New York City students who are under the age of five will need to continue wearing masks in class, even if the school mask mandate is lifted by Mayor Eric Adams next week, as those kids are not currently eligible for COVID vaccines, a City Hall official said Thursday.
The Department of Education will continue to offer masks on campuses for students, teachers and staff, said Amaris Cockfield, a spokesperson for the mayor. It was not immediately clear if unvaccinated students over the age of five will be required to wear masks at school.
In anticipation of Adams lifting the public school system’s mask mandate on March 7th, Comptroller Brad Lander and Public Advocate Jumaane Williams sent to City Hall a letter Wednesday urging the city to require students to be vaccinated for COVID by the next school year and offer opt-in masked classes.
Their call to require COVID vaccinations for all eligible students by the beginning of the 2022-2023 school year follows the lead of the Washington D.C. and Los Angeles school systems (though those systems have faced various delays and legal challenges to their proposed mandates).
“It makes pretty clear sense that for next fall, COVID vaccination should be required, just like meningitis vaccination is required,” Lander told Gothamist. “If we knew that now, that would help us have confidence vaccination rates will go up in places where they’re really low, and we would be taking the steps necessary to keep people safe.”
Williams said “all the science says that it’s beneficial, that it is helpful,” and added there would be the same medical exemptions as available for other required vaccinations.
“We want to make sure that there are legitimate exemption options, but I think it should be treated like any other vaccination that is already mandated,” Williams told Gothamist.
The mayor has said he would consider a vaccine mandate for students 12 and older once the vaccine is fully approved by the FDA, since the shots for that age group are currently under emergency authorization. But vaccination uptake has been inconsistent among the city’s schoolkids.
The Department of Education said systemwide, 51.6% of eligible New York City students were fully vaccinated as of February 22nd.
DOE spokesman Nathaniel Styer said “in the coming days” the department will launch a campaign targeting school communities with lower vaccination rates. He did not immediately respond to an inquiry about requiring the COVID vaccine for students for the next school year.
DOE employees were required to be vaccinated under former Mayor Bill de Blasio’s administration.
If the mask mandate is lifted next week as expected, Williams and Lander say the school system needs to find a way to quickly offer “an opt-in approach for teachers and students who wish to remain in all masked classrooms.”
When asked how this alternate structure would work, Lander said the DOE could survey each school community to determine if students and teachers wanted to be in a masked setting.
“I think it’d be very different in different schools. But in those places where some meaningful number of people would like to stay in a masked classroom, it’d be great if we could offer it,” Lander said. “We should try to support principals who would want to do it.”
The city also needs to focus on upgrading ventilation in school buildings, Williams said, and criticized the de Blasio administration for not prioritizing air quality in the school system’s 1,800 buildings.
“I think the last administration let this lapse for too long,” Williams said. “I’m sure it’s a big project. But we have to get started, because ventilation is important in schools and air quality is important.”
READ MORE: NYC Schools Bought Weaker Air Purifiers. Now Underventilated Campuses Are More Prone To COVID Cases
Lander and Williams urged the DOE to release the data the city collected on airflow and on airborne pollutants within classrooms and to commit to equipping each classroom with indoor air quality sensors that can dispense real-time measurements.
The officials also requested that the DOE continues to conduct in-school COVID testing and continue to provide masks on campuses even after the mandate is lifted.
Williams said he personally was wary that Adams is trying to lift too many restrictions simultaneously – in addition to lifting the school mask mandate on March 7th, Adams announced that the Key to NYC policy requiring customers of restaurants, gyms and entertainment venues to be vaccinated will also be lifted the same day.
“Those two things are concerning to me. I think you have to do one at a time and see how … things are impacted,” Williams said. “But I think the combination of those things are of concern too – you have to do one thing, see what happens and then do something else.”
This story has been updated with new information.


== Directions ==
Search through the entries for the word "problem" and copy every line that has it.

****************************************

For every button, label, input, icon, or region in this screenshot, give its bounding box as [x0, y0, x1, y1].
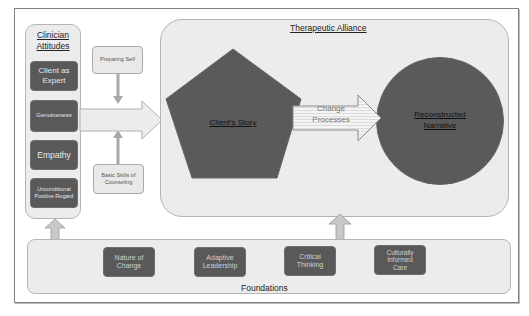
- change-processes-label: Change Processes: [300, 104, 362, 126]
- foundation-adaptive-leadership: Adaptive Leadership: [194, 247, 246, 277]
- attitude-empathy: Empathy: [30, 140, 78, 170]
- circle-label-line-2: Narrative: [376, 121, 504, 132]
- clinician-attitudes-title: Clinician Attitudes: [25, 30, 81, 51]
- reconstructed-narrative-label: Reconstructed Narrative: [376, 110, 504, 132]
- preparing-self-box: Preparing Self: [92, 46, 143, 74]
- attitude-client-as-expert: Client as Expert: [30, 61, 78, 91]
- pentagon-shape: [164, 48, 304, 180]
- foundation-line-1: Critical: [297, 253, 323, 261]
- foundation-line-1: Adaptive: [203, 254, 238, 262]
- attitude-genuineness: Genuineness: [30, 100, 78, 132]
- foundation-culturally-informed-care: Culturally Informed Care: [374, 245, 426, 275]
- attitude-label: Client as Expert: [31, 66, 77, 85]
- foundation-critical-thinking: Critical Thinking: [284, 246, 336, 276]
- clients-story-label: Client's Story: [190, 118, 276, 127]
- basic-skills-label: Basic Skills of Counseling: [97, 172, 140, 186]
- preparing-self-label: Preparing Self: [100, 56, 135, 63]
- foundation-line-1: Culturally: [386, 249, 413, 256]
- attitude-label: Empathy: [37, 150, 71, 160]
- arrow-up-icon: [329, 214, 351, 240]
- foundation-nature-of-change: Nature of Change: [103, 247, 155, 277]
- foundation-line-2: Leadership: [203, 262, 238, 270]
- foundation-line-2: Thinking: [297, 261, 323, 269]
- foundation-line-3: Care: [386, 264, 413, 271]
- attitude-label: Genuineness: [36, 112, 71, 119]
- arrow-label-line-1: Change: [300, 104, 362, 115]
- arrow-up-icon: [45, 219, 65, 241]
- circle-label-line-1: Reconstructed: [376, 110, 504, 121]
- title-line-1: Clinician: [25, 30, 81, 41]
- foundation-line-2: Change: [115, 262, 144, 270]
- foundation-line-2: Informed: [386, 256, 413, 263]
- basic-skills-box: Basic Skills of Counseling: [93, 164, 144, 194]
- foundation-line-1: Nature of: [115, 254, 144, 262]
- attitude-label: Unconditional Positive Regard: [34, 186, 74, 199]
- arrow-label-line-2: Processes: [300, 115, 362, 126]
- therapeutic-alliance-title: Therapeutic Alliance: [290, 23, 367, 33]
- arrow-right-icon: [80, 101, 164, 139]
- foundations-title: Foundations: [241, 283, 288, 293]
- attitude-unconditional-positive-regard: Unconditional Positive Regard: [30, 178, 78, 208]
- title-line-2: Attitudes: [25, 41, 81, 52]
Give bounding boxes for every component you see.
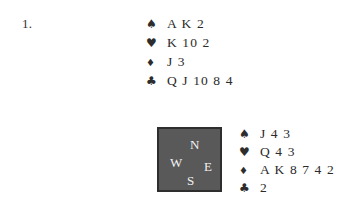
- hand-row: ♠ J 4 3: [239, 125, 335, 143]
- club-icon: ♣: [146, 72, 160, 91]
- card-holding: A K 2: [167, 14, 205, 33]
- compass-east-label: E: [204, 160, 212, 173]
- spade-icon: ♠: [146, 15, 160, 34]
- hand-row: ♠ A K 2: [146, 14, 234, 33]
- hand-row: ♦ A K 8 7 4 2: [239, 161, 335, 179]
- compass-north-label: N: [190, 138, 199, 151]
- hand-row: ♦ J 3: [146, 52, 234, 71]
- hand-row: ♣ Q J 10 8 4: [146, 71, 234, 90]
- hand-row: ♥ K 10 2: [146, 33, 234, 52]
- compass-west-label: W: [170, 156, 182, 169]
- problem-number: 1.: [22, 16, 32, 31]
- diamond-icon: ♦: [146, 53, 160, 72]
- hand-row: ♥ Q 4 3: [239, 143, 335, 161]
- card-holding: Q 4 3: [260, 143, 296, 161]
- hand-north: ♠ A K 2 ♥ K 10 2 ♦ J 3 ♣ Q J 10 8 4: [146, 14, 234, 90]
- card-holding: 2: [260, 179, 268, 197]
- card-holding: K 10 2: [167, 33, 210, 52]
- spade-icon: ♠: [239, 125, 253, 143]
- heart-icon: ♥: [239, 143, 253, 161]
- card-holding: A K 8 7 4 2: [260, 161, 335, 179]
- club-icon: ♣: [239, 179, 253, 197]
- card-holding: J 4 3: [260, 125, 291, 143]
- compass-box: N W E S: [157, 127, 222, 192]
- compass-south-label: S: [187, 174, 194, 187]
- heart-icon: ♥: [146, 34, 160, 53]
- card-holding: Q J 10 8 4: [167, 71, 234, 90]
- hand-row: ♣ 2: [239, 179, 335, 197]
- hand-east: ♠ J 4 3 ♥ Q 4 3 ♦ A K 8 7 4 2 ♣ 2: [239, 125, 335, 197]
- card-holding: J 3: [167, 52, 186, 71]
- diamond-icon: ♦: [239, 162, 253, 180]
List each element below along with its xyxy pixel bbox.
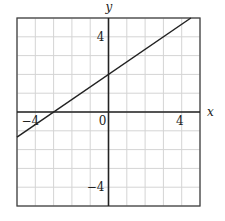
x-axis-label: x <box>207 105 214 119</box>
x-tick-label: 4 <box>176 114 184 128</box>
x-tick-label: −4 <box>21 114 39 128</box>
coordinate-plane: −4044−4 x y <box>0 0 225 221</box>
y-tick-label: −4 <box>87 180 105 194</box>
x-tick-label: 0 <box>99 114 107 128</box>
y-tick-label: 4 <box>97 30 105 44</box>
y-axis-label: y <box>105 0 113 14</box>
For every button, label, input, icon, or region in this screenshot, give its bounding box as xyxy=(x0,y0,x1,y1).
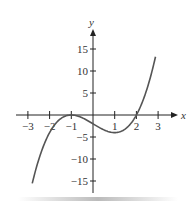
y-axis-arrow-icon xyxy=(90,29,96,36)
bottom-shadow xyxy=(18,197,178,201)
y-tick-label: −5 xyxy=(76,131,88,143)
y-tick-label: 5 xyxy=(83,87,89,99)
x-tick-label: −3 xyxy=(22,120,34,132)
x-axis-label: x xyxy=(180,109,186,121)
x-tick-label: 3 xyxy=(155,120,161,132)
y-tick-label: −15 xyxy=(71,175,89,187)
y-tick-label: −10 xyxy=(71,153,89,165)
x-tick-label: 2 xyxy=(134,120,140,132)
y-axis-label: y xyxy=(88,16,94,28)
cubic-function-plot: xy−3−2−112315105−5−10−15 xyxy=(0,0,196,206)
y-tick-label: 10 xyxy=(77,65,89,77)
axes: xy−3−2−112315105−5−10−15 xyxy=(16,16,186,193)
x-axis-arrow-icon xyxy=(171,112,178,118)
y-tick-label: 15 xyxy=(77,43,89,55)
x-tick-label: 1 xyxy=(112,120,118,132)
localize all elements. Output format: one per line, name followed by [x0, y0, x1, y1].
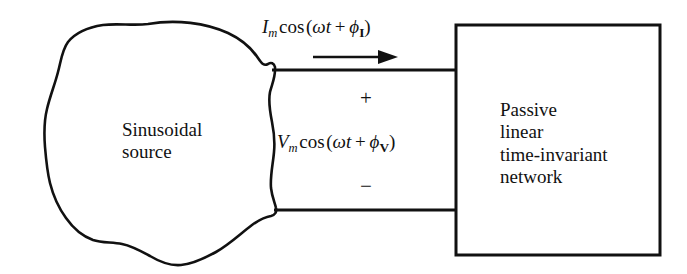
polarity-minus-sign: −	[360, 174, 372, 199]
voltage-expression-label: Vm cos (ωt + ϕV)	[277, 131, 395, 156]
current-close-paren: )	[364, 16, 370, 37]
current-omega-symbol: ω	[312, 16, 325, 37]
voltage-cos-function: cos	[299, 131, 324, 152]
voltage-close-paren: )	[389, 131, 395, 152]
passive-network-label: Passive linear time-invariant network	[500, 99, 608, 189]
network-label-line-2: linear	[500, 121, 608, 143]
current-cos-function: cos	[279, 16, 304, 37]
current-amplitude-subscript: m	[268, 26, 277, 40]
current-expression-label: Im cos (ωt + ϕI)	[262, 16, 371, 41]
voltage-phase-subscript: V	[379, 140, 389, 155]
source-label-line-1: Sinusoidal	[122, 119, 202, 141]
source-label-line-2: source	[122, 141, 202, 163]
network-label-line-3: time-invariant	[500, 144, 608, 166]
circuit-diagram: Sinusoidal source Im cos (ωt + ϕI) + Vm …	[0, 0, 687, 274]
network-label-line-4: network	[500, 166, 608, 188]
voltage-omega-symbol: ω	[333, 131, 346, 152]
current-phi-symbol: ϕ	[349, 16, 359, 37]
current-direction-arrow	[313, 50, 398, 64]
current-time-variable: t	[326, 16, 331, 37]
voltage-amplitude-subscript: m	[289, 141, 298, 155]
current-plus-operator: +	[335, 16, 346, 37]
voltage-symbol: V	[277, 131, 289, 152]
voltage-plus-operator: +	[355, 131, 366, 152]
network-label-line-1: Passive	[500, 99, 608, 121]
voltage-phi-symbol: ϕ	[370, 131, 380, 152]
voltage-time-variable: t	[346, 131, 351, 152]
polarity-plus-sign: +	[360, 86, 372, 111]
sinusoidal-source-label: Sinusoidal source	[122, 119, 202, 164]
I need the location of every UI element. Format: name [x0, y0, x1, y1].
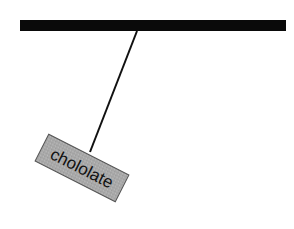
- ceiling-bar: [20, 20, 286, 31]
- diagram-canvas: chololate: [0, 0, 294, 229]
- hanging-string: [90, 31, 137, 152]
- hanging-sign: chololate: [35, 134, 129, 202]
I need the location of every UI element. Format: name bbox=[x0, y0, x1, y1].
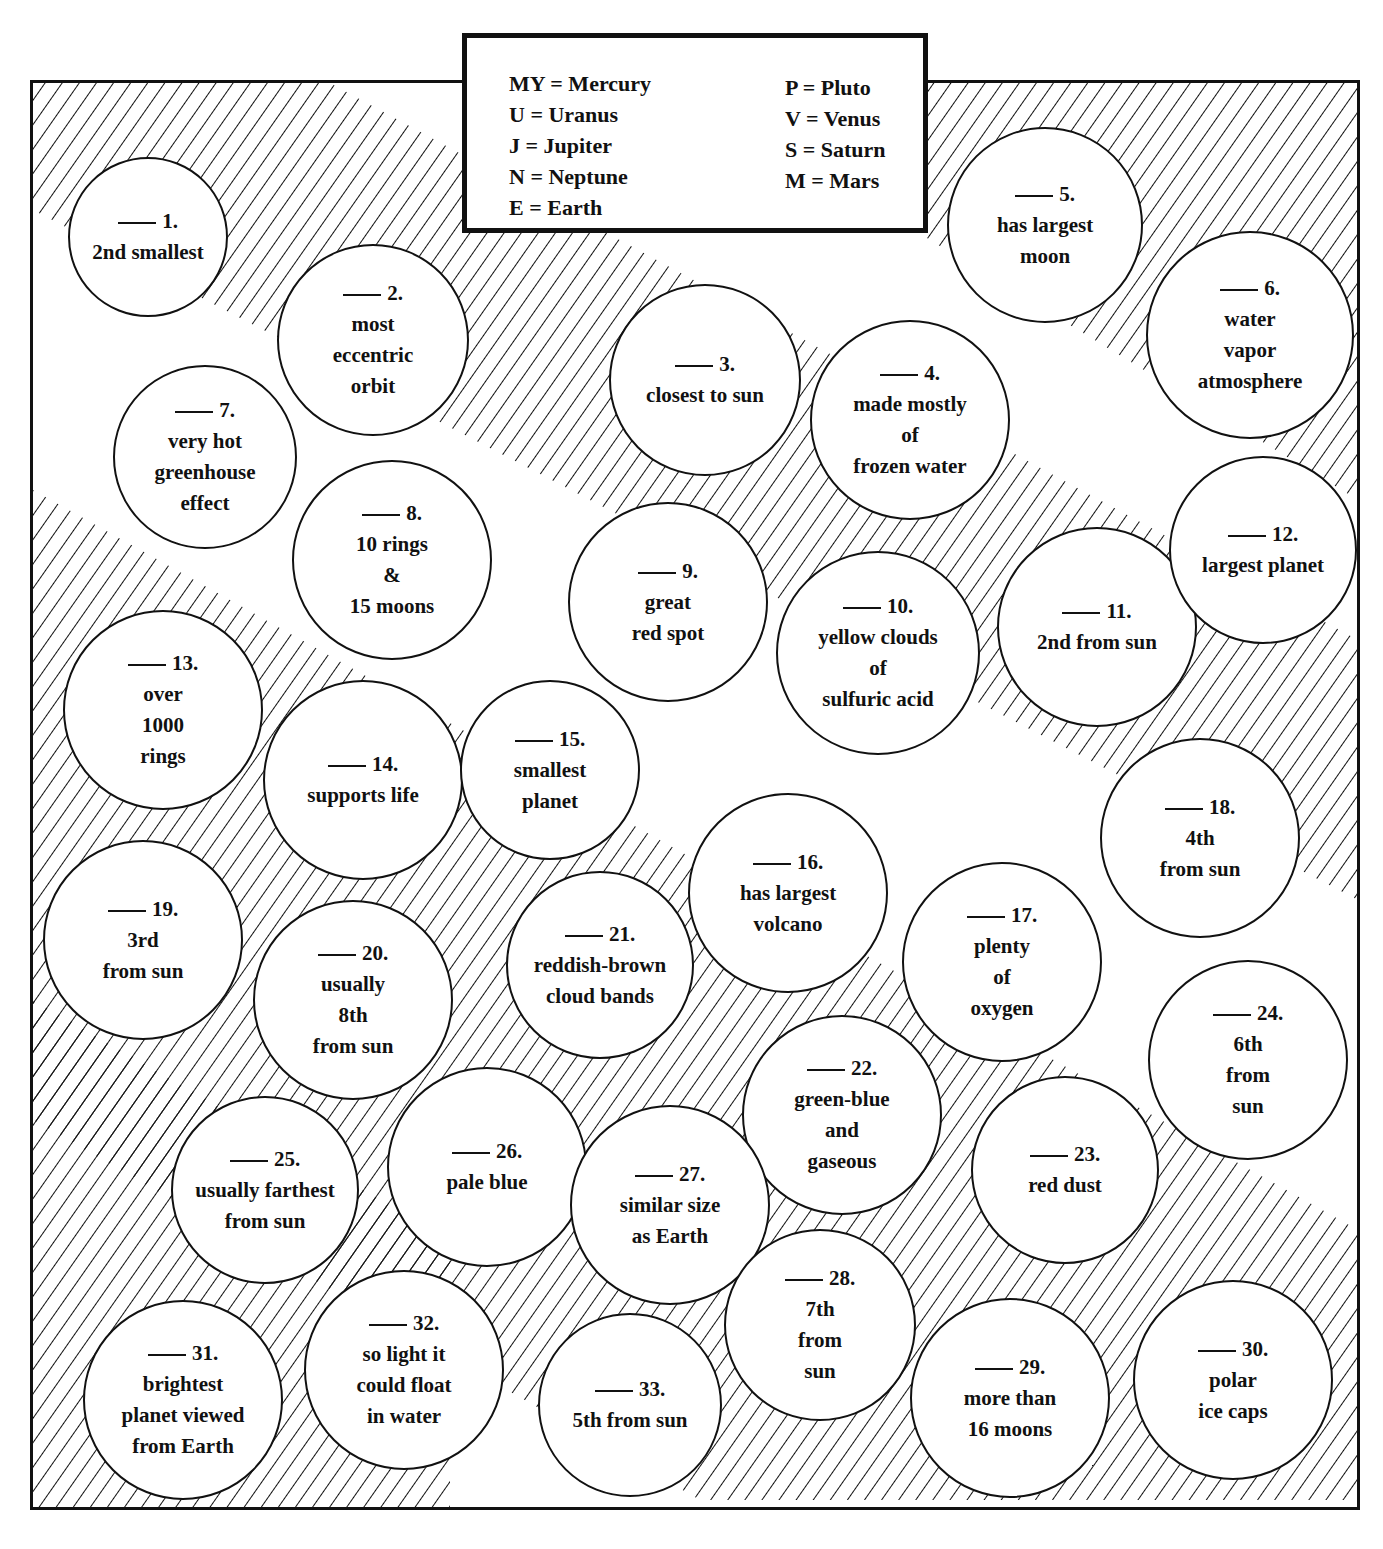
clue-text: sun bbox=[1232, 1091, 1264, 1122]
legend-left-column: MY = Mercury U = Uranus J = Jupiter N = … bbox=[509, 68, 651, 223]
answer-blank[interactable] bbox=[1220, 289, 1258, 291]
answer-blank[interactable] bbox=[369, 1324, 407, 1326]
answer-blank[interactable] bbox=[108, 910, 146, 912]
answer-blank[interactable] bbox=[230, 1160, 268, 1162]
clue-text: volcano bbox=[754, 909, 823, 940]
answer-blank[interactable] bbox=[1228, 535, 1266, 537]
clue-text: green-blue bbox=[794, 1084, 889, 1115]
clue-text: red dust bbox=[1028, 1170, 1102, 1201]
question-circle: 18.4thfrom sun bbox=[1100, 738, 1300, 938]
answer-blank[interactable] bbox=[1213, 1014, 1251, 1016]
answer-blank[interactable] bbox=[880, 374, 918, 376]
clue-text: 3rd bbox=[127, 925, 159, 956]
number-label: 15. bbox=[559, 727, 585, 751]
clue-text: oxygen bbox=[971, 993, 1034, 1024]
clue-text: polar bbox=[1209, 1365, 1257, 1396]
number-label: 4. bbox=[924, 361, 940, 385]
question-circle: 24.6thfromsun bbox=[1148, 960, 1348, 1160]
question-circle: 23.red dust bbox=[971, 1076, 1159, 1264]
question-number: 11. bbox=[1062, 596, 1131, 627]
answer-blank[interactable] bbox=[1165, 808, 1203, 810]
question-circle: 20.usually8thfrom sun bbox=[253, 900, 453, 1100]
clue-text: orbit bbox=[351, 371, 395, 402]
answer-blank[interactable] bbox=[565, 935, 603, 937]
question-number: 5. bbox=[1015, 179, 1075, 210]
question-circle: 32.so light itcould floatin water bbox=[304, 1270, 504, 1470]
clue-text: closest to sun bbox=[646, 380, 764, 411]
answer-blank[interactable] bbox=[635, 1175, 673, 1177]
question-number: 21. bbox=[565, 919, 635, 950]
question-circle: 19.3rdfrom sun bbox=[43, 840, 243, 1040]
answer-blank[interactable] bbox=[975, 1368, 1013, 1370]
number-label: 16. bbox=[797, 850, 823, 874]
question-number: 24. bbox=[1213, 998, 1283, 1029]
question-circle: 13.over1000rings bbox=[63, 610, 263, 810]
clue-text: more than bbox=[964, 1383, 1056, 1414]
clue-text: from bbox=[1226, 1060, 1270, 1091]
legend-entry: U = Uranus bbox=[509, 99, 651, 130]
clue-text: 7th bbox=[805, 1294, 834, 1325]
answer-blank[interactable] bbox=[638, 572, 676, 574]
question-number: 20. bbox=[318, 938, 388, 969]
answer-blank[interactable] bbox=[515, 740, 553, 742]
number-label: 17. bbox=[1011, 903, 1037, 927]
clue-text: eccentric bbox=[333, 340, 413, 371]
question-number: 4. bbox=[880, 358, 940, 389]
legend-entry: N = Neptune bbox=[509, 161, 651, 192]
legend-entry: M = Mars bbox=[785, 165, 886, 196]
answer-blank[interactable] bbox=[1030, 1155, 1068, 1157]
answer-blank[interactable] bbox=[452, 1152, 490, 1154]
question-number: 9. bbox=[638, 556, 698, 587]
question-circle: 33.5th from sun bbox=[538, 1313, 722, 1497]
question-circle: 28.7thfromsun bbox=[724, 1229, 916, 1421]
legend-entry: V = Venus bbox=[785, 103, 886, 134]
number-label: 5. bbox=[1059, 182, 1075, 206]
clue-text: moon bbox=[1020, 241, 1070, 272]
clue-text: effect bbox=[181, 488, 230, 519]
answer-blank[interactable] bbox=[1198, 1350, 1236, 1352]
clue-text: very hot bbox=[168, 426, 242, 457]
question-number: 8. bbox=[362, 498, 422, 529]
answer-blank[interactable] bbox=[1062, 612, 1100, 614]
question-number: 17. bbox=[967, 900, 1037, 931]
clue-text: 15 moons bbox=[350, 591, 435, 622]
clue-text: from bbox=[798, 1325, 842, 1356]
answer-blank[interactable] bbox=[128, 664, 166, 666]
clue-text: planet viewed bbox=[121, 1400, 244, 1431]
answer-blank[interactable] bbox=[595, 1390, 633, 1392]
question-circle: 14.supports life bbox=[263, 680, 463, 880]
question-circle: 29.more than16 moons bbox=[910, 1298, 1110, 1498]
number-label: 12. bbox=[1272, 522, 1298, 546]
question-circle: 11.2nd from sun bbox=[997, 527, 1197, 727]
question-number: 22. bbox=[807, 1053, 877, 1084]
clue-text: and bbox=[825, 1115, 859, 1146]
answer-blank[interactable] bbox=[175, 411, 213, 413]
answer-blank[interactable] bbox=[807, 1069, 845, 1071]
clue-text: red spot bbox=[632, 618, 705, 649]
question-circle: 16.has largestvolcano bbox=[688, 793, 888, 993]
clue-text: sulfuric acid bbox=[822, 684, 933, 715]
answer-blank[interactable] bbox=[967, 916, 1005, 918]
answer-blank[interactable] bbox=[675, 365, 713, 367]
number-label: 32. bbox=[413, 1311, 439, 1335]
answer-blank[interactable] bbox=[328, 765, 366, 767]
clue-text: of bbox=[901, 420, 919, 451]
answer-blank[interactable] bbox=[343, 294, 381, 296]
question-circle: 2.mosteccentricorbit bbox=[277, 244, 469, 436]
answer-blank[interactable] bbox=[318, 954, 356, 956]
answer-blank[interactable] bbox=[148, 1354, 186, 1356]
question-circle: 8.10 rings&15 moons bbox=[292, 460, 492, 660]
answer-blank[interactable] bbox=[843, 607, 881, 609]
number-label: 20. bbox=[362, 941, 388, 965]
clue-text: 4th bbox=[1185, 823, 1214, 854]
answer-blank[interactable] bbox=[753, 863, 791, 865]
clue-text: plenty bbox=[974, 931, 1030, 962]
answer-blank[interactable] bbox=[1015, 195, 1053, 197]
answer-blank[interactable] bbox=[118, 222, 156, 224]
number-label: 18. bbox=[1209, 795, 1235, 819]
clue-text: sun bbox=[804, 1356, 836, 1387]
number-label: 22. bbox=[851, 1056, 877, 1080]
question-number: 15. bbox=[515, 724, 585, 755]
answer-blank[interactable] bbox=[362, 514, 400, 516]
answer-blank[interactable] bbox=[785, 1279, 823, 1281]
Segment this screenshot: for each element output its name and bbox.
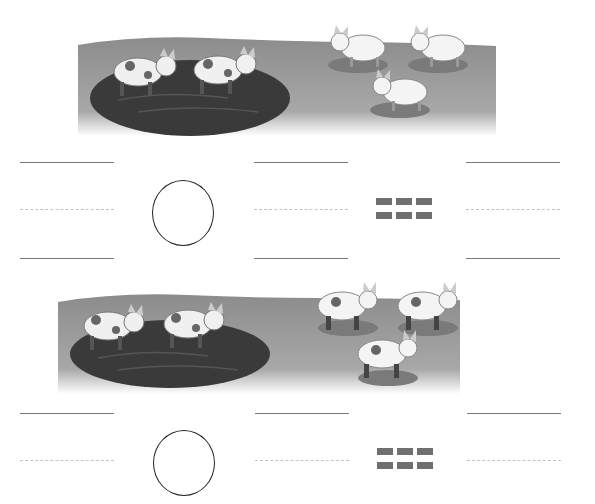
equals-sign-icon [376, 198, 432, 220]
problem-1-scene [78, 20, 496, 136]
operator-circle[interactable] [153, 430, 215, 496]
problem-2-scene [58, 278, 460, 394]
equals-sign-icon [377, 448, 433, 470]
operator-circle[interactable] [152, 180, 214, 246]
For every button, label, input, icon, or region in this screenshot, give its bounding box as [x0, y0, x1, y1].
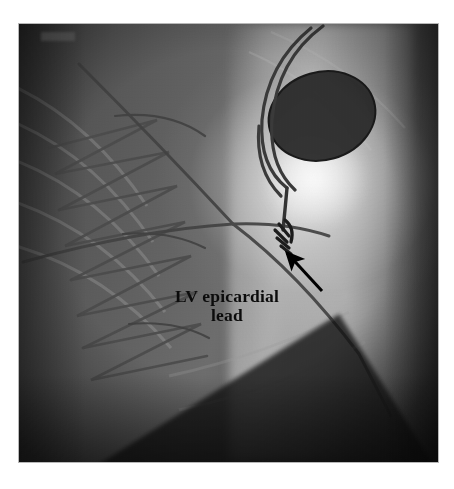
annotation-label-line-1: LV epicardial — [107, 287, 347, 306]
film-grain — [19, 24, 438, 462]
figure-root: LV epicardial lead — [0, 0, 454, 489]
annotation-label-line-2: lead — [107, 306, 347, 325]
xray-image: LV epicardial lead — [19, 24, 438, 462]
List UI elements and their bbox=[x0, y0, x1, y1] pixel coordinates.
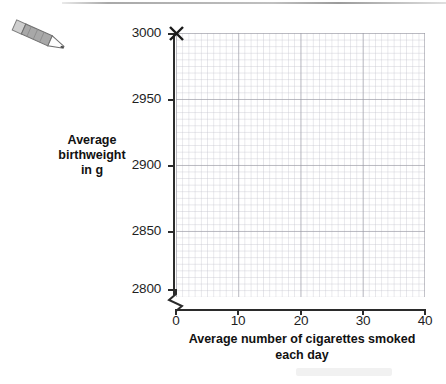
scatter-chart: 3000 2950 2900 2850 2800 0 10 20 30 40 A… bbox=[0, 0, 446, 384]
plot-grid-area bbox=[176, 33, 425, 297]
x-tick-label-20: 20 bbox=[281, 313, 321, 328]
y-axis-title-line-3: in g bbox=[46, 163, 138, 178]
cross-marker-icon bbox=[168, 25, 185, 42]
x-tick-label-10: 10 bbox=[218, 313, 258, 328]
x-axis-title: Average number of cigarettes smoked each… bbox=[158, 331, 446, 363]
y-tick-label-2950: 2950 bbox=[115, 91, 161, 106]
x-tick-label-0: 0 bbox=[156, 313, 196, 328]
y-tick-2900 bbox=[168, 165, 175, 167]
y-tick-2950 bbox=[168, 99, 175, 101]
x-axis-title-line-1: Average number of cigarettes smoked bbox=[158, 331, 446, 347]
y-axis-title: Average birthweight in g bbox=[46, 133, 138, 178]
y-tick-label-2850: 2850 bbox=[115, 223, 161, 238]
y-tick-label-2800: 2800 bbox=[115, 281, 161, 296]
x-tick-label-40: 40 bbox=[405, 313, 445, 328]
y-axis-line bbox=[173, 33, 175, 295]
y-tick-2850 bbox=[168, 231, 175, 233]
x-tick-label-30: 30 bbox=[343, 313, 383, 328]
y-tick-2800 bbox=[168, 289, 175, 291]
y-axis-title-line-1: Average bbox=[46, 133, 138, 148]
y-axis-title-line-2: birthweight bbox=[46, 148, 138, 163]
plot-right-border bbox=[424, 33, 425, 297]
y-tick-label-3000: 3000 bbox=[115, 25, 161, 40]
scan-artifact bbox=[296, 368, 392, 376]
x-axis-title-line-2: each day bbox=[158, 347, 446, 363]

****************************************

== Solved exercise ==
- problem-number: 1.: [22, 16, 32, 31]
problem-1-scene [78, 20, 496, 136]
problem-2-scene [58, 278, 460, 394]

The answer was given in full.